Representative Julia Letlow of Louisiana said on Tuesday that she was officially running for Senate, challenging Senator Bill Cassidy in a Republican primary contest days after President Trump said he would back her.
“RUN JULIA RUN!!!” Mr. Trump wrote in a social media post on Saturday night.
Ms. Letlow made her announcement at a breakfast of business leaders on Tuesday, according to a report in the Greater Baton Rouge Business Report, and she later posted a video online.
“I am grateful for the courageous leadership of our president,” she said. “I’ve witnessed firsthand how President Trump is taking on the swamp and delivering for the American people.”
Mr. Cassidy said in a statement that Ms. Letlow had called him to share the news.
“She said she respected me and that I had done a good job,” he said. “I will continue to do a good job when I win re-election. I am a conservative who wakes up every morning thinking about how to make Louisiana and the United States a better place to live.”
Ms. Letlow entered Congress in 2021 after her husband died from the coronavirus weeks after he won a congressional race in 2020. She ran in a special election.
Mr. Cassidy already faces several other primary challengers, including John Fleming, the Louisiana treasurer and a former congressman.
Mr. Cassidy has been an occasional critic of Mr. Trump, but he most notably voted to convict the president in his second impeachment trial five years ago. Years after Mr. Trump pushed during the 2022 midterm elections to excise House Republicans who voted to impeach him, he is now trying to punish Mr. Cassidy in the first election the senator has faced voters since his impeachment trial vote.
Ms. Letlow made an oblique reference to this in her kickoff video, saying, “We shouldn’t have to wonder how our senator will vote when the pressure’s on.”
Mr. Trump has for months privately mulled backing Ms. Letlow. The New York Times reported over the weekend that Mr. Trump first met with her in March 2025 and said that he would support her but that he would lie low to avoid a repeat of the president’s clashes with Mitt Romney, a former senator who routinely and publicly clashed with Mr. Trump.
Mr. Cassidy, a physician, had made some attempts to make amends with Mr. Trump, most notably voting last year to confirm Robert F. Kennedy Jr. as health secretary, despite the senator’s advocacy for vaccines.
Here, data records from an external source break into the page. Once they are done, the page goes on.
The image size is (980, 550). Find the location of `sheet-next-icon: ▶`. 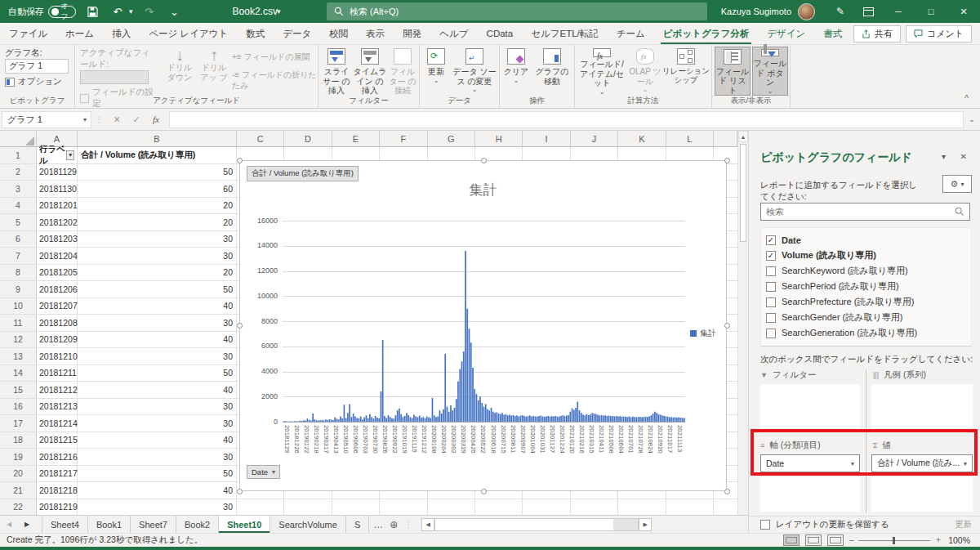

sheet-next-icon: ▶ is located at coordinates (27, 525).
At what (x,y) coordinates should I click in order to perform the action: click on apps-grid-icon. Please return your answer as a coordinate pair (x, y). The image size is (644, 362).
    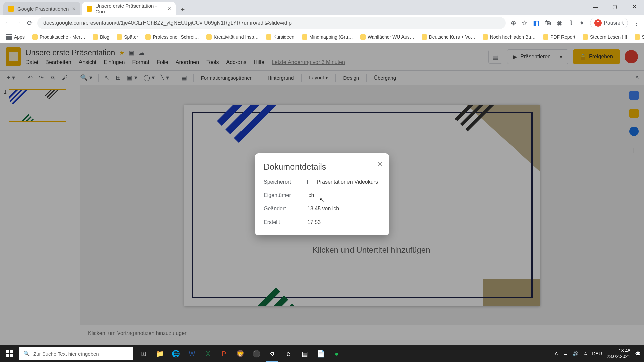
    Looking at the image, I should click on (9, 37).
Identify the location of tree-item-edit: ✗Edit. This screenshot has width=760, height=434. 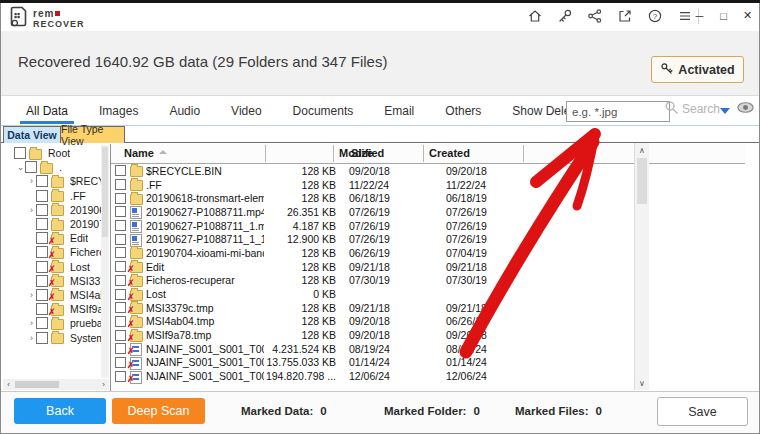
(53, 238).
The primary election is on May 16. Mr. Cassidy had $9.5 million in his campaign accounts as of October, while Ms. Letlow had $2.3 million.
Ms. Letlow’s candidacy sets off the second major challenge of a sitting Republican senator from the right this year. In Texas, Senator John Cornyn is in a three-way race with Ken Paxton, the state attorney general, and Representative Wesley Hunt.
Shane Goldmacher is a Times national political correspondent.